Natalie Maines, the singer for The Chicks, has once again turned her frustration with Republican presidents into a public blast at Donald Trump. Maines, 51, posted online that Trump, 79, was a “fugly s--t,” then added that “Our democracy is disappearing right before our eyes.”
In a follow-up post, Maines wrote, “This fugly s--t is using your gas money to pay the insurrectionists.” She also said, “My last post that called him a fugly s--t got removed. We’ll see how long this one lasts. Repost and help the message live. Named 1M times in the #epsteinfiles #democracy #freespeech #fuglys--t.” The remarks landed as Trump faces renewed scrutiny over a plan tied to more than $1.7 billion in taxpayer money and an “Anti-Weaponization Fund,” while the source also says he has been named in the Epstein files thousands of times. Maines’ comments came on Feb. 28.
The new attack fits a pattern that has followed Maines for years. She previously condemned President George W. Bush’s war in Iraq and told a London concert crowd she was “ashamed” that Bush was from Texas. That comment cost her and bandmates Emily Strayer and Martie Maguire dearly: hundreds of country music stations banned the group, and all three received death threats from furious fans. Maines later apologized, saying, “As a concerned American citizen, I apologize to President Bush because my remark was disrespectful.”
The backlash from that era still shadows the band. In 2020, the group formerly known as The Dixie Chicks dropped the word “Dixie” because of its association with the slavery era and the American South. The name change was meant to mark a break from a label that had become inseparable from a political fight Maines never really stopped having.
Now she has brought that fight back into the center of the conversation with Trump. Her latest posts also tap into the same fault line that made her a target before: a country audience, a Republican president and a singer willing to say something that many supporters see as unforgivable. What changes this time is the platform. Maines no longer needs a concert stage to set off a backlash. A post, a repost and a hashtag can do the job just as fast.
For Maines, the question is not whether she is backing away from the confrontation. She is not. She is repeating it, louder and more explicitly, and making clear that the old divide between her and Trump’s supporters remains exactly where it was before.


What to do:
In the records below, pick out all lines containing the word "state".

Extracted information:
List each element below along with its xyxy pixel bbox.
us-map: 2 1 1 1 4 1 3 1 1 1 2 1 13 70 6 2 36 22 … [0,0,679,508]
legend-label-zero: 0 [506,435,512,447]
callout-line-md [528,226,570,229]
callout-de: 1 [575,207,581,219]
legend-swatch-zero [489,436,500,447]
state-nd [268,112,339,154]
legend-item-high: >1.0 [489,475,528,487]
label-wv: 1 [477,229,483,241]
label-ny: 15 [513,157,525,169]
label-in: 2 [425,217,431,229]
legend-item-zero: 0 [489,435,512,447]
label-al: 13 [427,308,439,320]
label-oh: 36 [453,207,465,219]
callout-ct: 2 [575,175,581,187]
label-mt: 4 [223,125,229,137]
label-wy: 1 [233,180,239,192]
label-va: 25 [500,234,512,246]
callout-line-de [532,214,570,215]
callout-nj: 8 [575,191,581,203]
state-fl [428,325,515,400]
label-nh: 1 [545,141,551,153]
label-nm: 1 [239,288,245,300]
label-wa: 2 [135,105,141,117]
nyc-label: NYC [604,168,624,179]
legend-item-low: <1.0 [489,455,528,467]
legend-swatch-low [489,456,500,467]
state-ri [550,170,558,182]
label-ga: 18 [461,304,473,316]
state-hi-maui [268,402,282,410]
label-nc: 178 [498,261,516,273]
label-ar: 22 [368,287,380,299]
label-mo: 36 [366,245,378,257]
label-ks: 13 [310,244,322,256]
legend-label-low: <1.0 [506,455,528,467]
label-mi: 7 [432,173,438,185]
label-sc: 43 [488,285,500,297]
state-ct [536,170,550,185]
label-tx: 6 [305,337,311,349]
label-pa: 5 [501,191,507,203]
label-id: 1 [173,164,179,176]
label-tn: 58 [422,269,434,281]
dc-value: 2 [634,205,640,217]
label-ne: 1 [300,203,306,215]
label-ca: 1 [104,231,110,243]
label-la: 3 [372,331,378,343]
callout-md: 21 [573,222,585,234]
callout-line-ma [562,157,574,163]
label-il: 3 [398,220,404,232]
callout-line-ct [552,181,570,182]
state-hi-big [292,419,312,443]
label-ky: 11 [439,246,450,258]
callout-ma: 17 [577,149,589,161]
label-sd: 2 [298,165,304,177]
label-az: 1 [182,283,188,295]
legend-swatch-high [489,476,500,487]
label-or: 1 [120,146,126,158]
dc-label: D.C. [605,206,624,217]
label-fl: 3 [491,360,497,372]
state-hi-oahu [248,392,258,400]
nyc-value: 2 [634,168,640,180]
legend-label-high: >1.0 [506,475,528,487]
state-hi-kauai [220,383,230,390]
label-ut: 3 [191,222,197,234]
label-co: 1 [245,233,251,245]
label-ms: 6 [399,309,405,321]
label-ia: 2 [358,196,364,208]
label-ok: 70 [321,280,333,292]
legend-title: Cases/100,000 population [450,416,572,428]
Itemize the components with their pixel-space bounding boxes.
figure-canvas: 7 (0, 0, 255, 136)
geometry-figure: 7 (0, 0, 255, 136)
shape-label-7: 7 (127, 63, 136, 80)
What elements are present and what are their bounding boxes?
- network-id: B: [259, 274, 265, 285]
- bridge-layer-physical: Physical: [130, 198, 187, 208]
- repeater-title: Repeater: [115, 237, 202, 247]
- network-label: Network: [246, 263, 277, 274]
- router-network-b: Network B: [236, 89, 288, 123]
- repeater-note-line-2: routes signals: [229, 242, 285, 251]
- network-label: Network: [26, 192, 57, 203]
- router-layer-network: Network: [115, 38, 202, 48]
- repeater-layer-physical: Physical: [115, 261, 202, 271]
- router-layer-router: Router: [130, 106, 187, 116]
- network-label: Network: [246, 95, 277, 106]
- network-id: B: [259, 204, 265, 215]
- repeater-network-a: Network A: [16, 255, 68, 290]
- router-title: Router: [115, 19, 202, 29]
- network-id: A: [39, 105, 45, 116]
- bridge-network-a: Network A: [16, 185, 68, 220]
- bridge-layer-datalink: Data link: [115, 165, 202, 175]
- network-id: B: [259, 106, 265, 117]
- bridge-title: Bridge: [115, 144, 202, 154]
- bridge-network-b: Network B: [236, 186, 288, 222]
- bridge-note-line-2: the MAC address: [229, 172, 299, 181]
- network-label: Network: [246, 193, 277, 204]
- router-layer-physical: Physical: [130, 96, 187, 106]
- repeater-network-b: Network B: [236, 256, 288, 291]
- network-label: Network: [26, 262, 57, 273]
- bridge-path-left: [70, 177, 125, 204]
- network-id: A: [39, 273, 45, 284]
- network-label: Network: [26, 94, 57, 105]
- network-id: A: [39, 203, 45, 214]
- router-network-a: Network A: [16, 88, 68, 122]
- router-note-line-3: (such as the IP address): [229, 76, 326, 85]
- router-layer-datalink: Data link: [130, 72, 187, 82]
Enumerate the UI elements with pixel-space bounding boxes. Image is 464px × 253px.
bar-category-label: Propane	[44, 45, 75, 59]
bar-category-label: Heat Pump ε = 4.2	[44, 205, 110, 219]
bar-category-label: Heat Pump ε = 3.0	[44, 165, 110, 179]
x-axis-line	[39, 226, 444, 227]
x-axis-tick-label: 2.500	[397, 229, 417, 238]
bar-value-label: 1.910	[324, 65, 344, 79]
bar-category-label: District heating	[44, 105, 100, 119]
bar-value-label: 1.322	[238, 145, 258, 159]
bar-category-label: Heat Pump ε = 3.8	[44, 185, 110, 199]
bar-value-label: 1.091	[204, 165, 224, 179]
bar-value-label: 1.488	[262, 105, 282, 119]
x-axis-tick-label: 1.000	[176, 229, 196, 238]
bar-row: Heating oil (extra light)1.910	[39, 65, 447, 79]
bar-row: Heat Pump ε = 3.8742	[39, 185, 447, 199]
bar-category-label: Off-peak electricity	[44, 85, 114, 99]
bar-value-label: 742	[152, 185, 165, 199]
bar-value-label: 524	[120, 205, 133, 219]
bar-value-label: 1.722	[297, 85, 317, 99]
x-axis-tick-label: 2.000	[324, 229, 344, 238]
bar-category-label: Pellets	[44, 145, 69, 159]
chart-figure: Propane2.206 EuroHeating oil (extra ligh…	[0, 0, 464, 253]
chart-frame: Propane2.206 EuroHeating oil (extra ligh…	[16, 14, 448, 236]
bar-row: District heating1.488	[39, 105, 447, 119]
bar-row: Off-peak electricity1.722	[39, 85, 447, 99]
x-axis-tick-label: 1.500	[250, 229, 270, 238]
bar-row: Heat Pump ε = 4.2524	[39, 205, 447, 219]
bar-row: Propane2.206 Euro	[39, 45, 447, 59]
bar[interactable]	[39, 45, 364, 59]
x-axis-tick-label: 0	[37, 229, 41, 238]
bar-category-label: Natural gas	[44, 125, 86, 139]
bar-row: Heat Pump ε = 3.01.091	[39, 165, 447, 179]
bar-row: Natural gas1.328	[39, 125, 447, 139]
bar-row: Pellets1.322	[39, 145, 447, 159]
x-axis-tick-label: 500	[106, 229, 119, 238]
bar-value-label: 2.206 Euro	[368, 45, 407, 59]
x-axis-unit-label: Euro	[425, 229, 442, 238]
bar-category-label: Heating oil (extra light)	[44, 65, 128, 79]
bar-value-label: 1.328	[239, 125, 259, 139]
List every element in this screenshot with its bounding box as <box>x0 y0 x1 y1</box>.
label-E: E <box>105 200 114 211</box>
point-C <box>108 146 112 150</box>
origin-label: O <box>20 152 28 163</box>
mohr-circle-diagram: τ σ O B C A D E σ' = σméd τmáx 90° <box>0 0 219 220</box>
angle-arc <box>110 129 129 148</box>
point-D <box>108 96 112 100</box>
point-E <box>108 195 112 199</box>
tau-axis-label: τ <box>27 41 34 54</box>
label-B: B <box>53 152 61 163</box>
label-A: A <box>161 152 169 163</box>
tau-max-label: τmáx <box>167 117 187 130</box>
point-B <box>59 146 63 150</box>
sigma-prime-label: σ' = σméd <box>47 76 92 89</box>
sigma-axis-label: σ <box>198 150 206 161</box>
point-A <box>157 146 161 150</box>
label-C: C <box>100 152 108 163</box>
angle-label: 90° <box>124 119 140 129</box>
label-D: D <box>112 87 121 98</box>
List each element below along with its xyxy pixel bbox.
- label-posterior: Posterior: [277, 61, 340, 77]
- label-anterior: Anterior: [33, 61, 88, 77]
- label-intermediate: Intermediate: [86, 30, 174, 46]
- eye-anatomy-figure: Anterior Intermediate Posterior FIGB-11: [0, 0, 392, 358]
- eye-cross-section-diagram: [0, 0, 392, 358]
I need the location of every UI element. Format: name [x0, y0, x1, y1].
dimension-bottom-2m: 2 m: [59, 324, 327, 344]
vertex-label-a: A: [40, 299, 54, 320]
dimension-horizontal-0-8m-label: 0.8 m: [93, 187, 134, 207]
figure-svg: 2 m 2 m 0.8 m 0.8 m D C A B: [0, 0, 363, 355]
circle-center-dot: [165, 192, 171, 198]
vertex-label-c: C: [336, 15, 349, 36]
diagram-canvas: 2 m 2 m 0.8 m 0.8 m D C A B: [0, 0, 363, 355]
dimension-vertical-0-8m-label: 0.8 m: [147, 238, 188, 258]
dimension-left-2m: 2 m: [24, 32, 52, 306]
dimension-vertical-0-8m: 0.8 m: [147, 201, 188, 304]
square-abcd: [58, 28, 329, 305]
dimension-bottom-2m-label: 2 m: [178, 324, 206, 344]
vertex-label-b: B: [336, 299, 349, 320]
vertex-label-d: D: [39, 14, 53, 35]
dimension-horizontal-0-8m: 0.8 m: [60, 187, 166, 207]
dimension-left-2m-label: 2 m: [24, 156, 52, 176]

Result of the task:
state-nd [268,112,339,154]
state-fl [428,325,515,400]
state-ri [550,170,558,182]
state-hi-maui [268,402,282,410]
state-ct [536,170,550,185]
state-hi-big [292,419,312,443]
state-hi-oahu [248,392,258,400]
state-hi-kauai [220,383,230,390]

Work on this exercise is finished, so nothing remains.